印度尼西亚托罗波多的一个商业豆腐厨房。豆腐在燃烧塑料的锅炉中加工。图片来源……Ulet Ifansasti/《纽约时报》

《纽约时报》:制作这种豆腐,首先要燃烧有毒塑料

Reporting from Tropodo, Indonesia, the New York Times notes that more than 30 commercial kitchens in Tropodo, a village on the eastern side of Indonesia’s main island, Java, fuel their tofu production by burning a mix of paper and plastic waste, some of it shipped from the United States after Americans dumped it in their recycling bins.

The backyard kitchens produce much of the area’s tofu, an inexpensive and high-protein food made from soy that is an important part of the local diet. But the smoke and ash produced by the burning plastic has far-reaching and toxic consequences.

Testing of eggs laid by chickens in Tropodo, a village of 5,000 people, found high levels of several hazardous chemicals including dioxin — a pollutant known to cause cancer, birth defects and Parkinson’s disease — according to a report released this week by an alliance of Indonesian and international environmental groups.

The dioxin found in Tropodo is the end product in a chain of malfeasance, carelessness and governmental neglect.

An egg laid by one of Mr. Karnawi’s chickens had one of the highest levels of dioxin ever recorded in Asia, the report found.

The levels of dioxin found in that egg were second only to eggs collected near Bien Hoa, Vietnam, the former United States air base that was a Vietnam War staging area for the defoliant Agent Orange, which contains dioxin. The United States recently began a 10-year, $390 million cleanup at Bien Hoa, which remains heavily contaminated nearly five decades after the war ended.

An adult who eats just one egg like the one taken from Mr. Karnawi’s henhouse would exceed the United States daily safety threshold by nearly 25-fold and the stricter European Food Safety Authority standard by 70-fold.

Eggs are commonly used for testing contamination because chickens effectively sample the soil as they forage and toxins accumulate in their eggs.

“These stark findings illustrate the dangers of plastics for human health and should move policymakers to ban plastic waste combustion, address environmental contamination, and rigorously control imports,” said Lee Bell, an adviser to the International Pollutants Elimination Network and a co-author of the report.

The study was conducted by four environmental groups: Ecoton and the Nexus3 Foundation, based in Indonesia; Arnika, based in Prague; and the International Pollutants Elimination Network or IPEN, a global network dedicated to eliminating toxic pollutants.

“This is plastic collected from consumers in the United States and other countries and burned to make tofu in Indonesia,” said Yuyun Ismawati, a co-founder of the Nexus3 Foundation and a study co-author.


Required work: Search the data for the word "item" and copy each line that has it.

=== Data supplied ===

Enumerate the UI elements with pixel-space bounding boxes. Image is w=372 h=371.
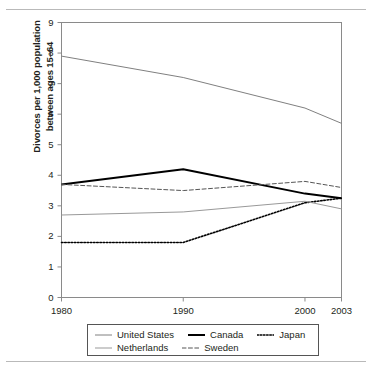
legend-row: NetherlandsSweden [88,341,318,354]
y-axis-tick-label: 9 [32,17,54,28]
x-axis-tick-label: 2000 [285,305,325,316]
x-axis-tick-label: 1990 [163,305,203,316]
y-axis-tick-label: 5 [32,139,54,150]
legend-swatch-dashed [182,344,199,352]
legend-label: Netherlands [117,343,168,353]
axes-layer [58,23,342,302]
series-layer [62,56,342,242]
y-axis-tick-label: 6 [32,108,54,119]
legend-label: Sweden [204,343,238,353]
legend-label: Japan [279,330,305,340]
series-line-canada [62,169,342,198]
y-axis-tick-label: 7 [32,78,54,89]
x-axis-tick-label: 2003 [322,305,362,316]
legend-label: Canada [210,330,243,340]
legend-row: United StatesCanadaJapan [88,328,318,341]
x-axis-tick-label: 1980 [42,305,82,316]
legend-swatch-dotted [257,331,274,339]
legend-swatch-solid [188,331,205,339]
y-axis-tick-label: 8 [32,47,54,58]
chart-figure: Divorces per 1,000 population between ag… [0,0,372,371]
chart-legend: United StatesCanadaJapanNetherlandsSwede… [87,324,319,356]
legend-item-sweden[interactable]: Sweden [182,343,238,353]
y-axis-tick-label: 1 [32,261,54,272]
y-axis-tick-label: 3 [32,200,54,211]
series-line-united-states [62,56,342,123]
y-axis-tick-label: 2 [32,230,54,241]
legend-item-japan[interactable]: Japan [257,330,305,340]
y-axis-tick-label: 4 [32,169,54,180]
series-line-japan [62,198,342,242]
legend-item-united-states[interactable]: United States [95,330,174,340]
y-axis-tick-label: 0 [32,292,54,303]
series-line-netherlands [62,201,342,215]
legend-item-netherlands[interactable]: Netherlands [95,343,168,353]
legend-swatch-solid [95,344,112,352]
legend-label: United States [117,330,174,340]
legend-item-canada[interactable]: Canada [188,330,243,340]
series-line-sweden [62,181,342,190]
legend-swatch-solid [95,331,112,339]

===
=== Data supplied ===

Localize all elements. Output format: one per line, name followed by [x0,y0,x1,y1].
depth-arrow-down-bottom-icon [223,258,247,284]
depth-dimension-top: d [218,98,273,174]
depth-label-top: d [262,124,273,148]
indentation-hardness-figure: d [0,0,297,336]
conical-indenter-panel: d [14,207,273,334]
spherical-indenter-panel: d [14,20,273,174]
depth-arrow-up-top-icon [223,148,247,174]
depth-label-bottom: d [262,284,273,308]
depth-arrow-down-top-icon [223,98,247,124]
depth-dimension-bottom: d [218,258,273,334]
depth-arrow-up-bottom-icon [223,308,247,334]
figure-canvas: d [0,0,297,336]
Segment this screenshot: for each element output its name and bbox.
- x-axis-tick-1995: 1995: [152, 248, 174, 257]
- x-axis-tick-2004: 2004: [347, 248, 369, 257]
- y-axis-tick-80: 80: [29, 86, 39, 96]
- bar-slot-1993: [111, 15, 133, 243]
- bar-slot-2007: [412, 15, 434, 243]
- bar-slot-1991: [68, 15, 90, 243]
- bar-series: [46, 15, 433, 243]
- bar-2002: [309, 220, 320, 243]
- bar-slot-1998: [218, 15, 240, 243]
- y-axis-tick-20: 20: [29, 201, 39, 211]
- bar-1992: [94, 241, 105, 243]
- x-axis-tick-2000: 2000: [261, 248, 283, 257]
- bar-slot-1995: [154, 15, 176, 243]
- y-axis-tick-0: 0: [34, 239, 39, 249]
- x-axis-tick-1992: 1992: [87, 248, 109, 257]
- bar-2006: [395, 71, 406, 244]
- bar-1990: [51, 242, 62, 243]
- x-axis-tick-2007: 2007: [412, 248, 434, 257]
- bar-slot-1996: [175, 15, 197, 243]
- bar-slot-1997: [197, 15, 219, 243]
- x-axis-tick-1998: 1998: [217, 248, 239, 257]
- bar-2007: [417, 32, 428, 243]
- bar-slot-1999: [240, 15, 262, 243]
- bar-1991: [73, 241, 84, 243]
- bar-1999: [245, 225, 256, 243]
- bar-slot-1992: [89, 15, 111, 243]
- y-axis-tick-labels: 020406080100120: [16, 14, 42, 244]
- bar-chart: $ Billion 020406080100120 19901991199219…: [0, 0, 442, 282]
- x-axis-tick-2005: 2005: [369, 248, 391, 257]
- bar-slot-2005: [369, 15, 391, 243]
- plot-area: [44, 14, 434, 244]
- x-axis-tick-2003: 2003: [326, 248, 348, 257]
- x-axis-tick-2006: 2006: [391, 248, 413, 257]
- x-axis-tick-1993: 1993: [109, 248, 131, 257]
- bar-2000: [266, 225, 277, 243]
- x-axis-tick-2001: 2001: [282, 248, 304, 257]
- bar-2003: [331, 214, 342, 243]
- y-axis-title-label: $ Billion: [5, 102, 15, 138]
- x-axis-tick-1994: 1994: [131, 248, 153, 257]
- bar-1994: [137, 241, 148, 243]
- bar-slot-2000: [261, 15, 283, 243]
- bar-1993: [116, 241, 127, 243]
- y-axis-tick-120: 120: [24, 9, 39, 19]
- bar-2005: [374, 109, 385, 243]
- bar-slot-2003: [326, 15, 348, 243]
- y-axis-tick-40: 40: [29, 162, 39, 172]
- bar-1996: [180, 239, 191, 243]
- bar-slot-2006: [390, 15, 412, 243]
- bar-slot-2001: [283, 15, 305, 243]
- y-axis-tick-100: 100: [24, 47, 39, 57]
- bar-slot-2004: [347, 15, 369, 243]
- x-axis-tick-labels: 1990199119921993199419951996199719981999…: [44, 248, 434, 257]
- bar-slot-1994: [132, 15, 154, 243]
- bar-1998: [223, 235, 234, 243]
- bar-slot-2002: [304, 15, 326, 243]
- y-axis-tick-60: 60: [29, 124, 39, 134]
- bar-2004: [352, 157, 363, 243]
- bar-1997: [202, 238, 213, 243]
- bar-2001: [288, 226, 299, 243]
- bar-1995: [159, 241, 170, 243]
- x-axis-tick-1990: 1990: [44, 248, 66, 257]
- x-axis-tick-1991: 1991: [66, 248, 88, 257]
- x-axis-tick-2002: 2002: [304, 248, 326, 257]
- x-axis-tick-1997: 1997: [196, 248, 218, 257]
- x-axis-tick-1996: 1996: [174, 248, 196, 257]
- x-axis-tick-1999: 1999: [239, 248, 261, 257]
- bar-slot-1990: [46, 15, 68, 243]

===

Reply:
legend-item-sweden[interactable]: Sweden [182,343,238,353]
legend-item-japan[interactable]: Japan [257,330,305,340]
legend-item-united-states[interactable]: United States [95,330,174,340]
legend-item-netherlands[interactable]: Netherlands [95,343,168,353]
legend-item-canada[interactable]: Canada [188,330,243,340]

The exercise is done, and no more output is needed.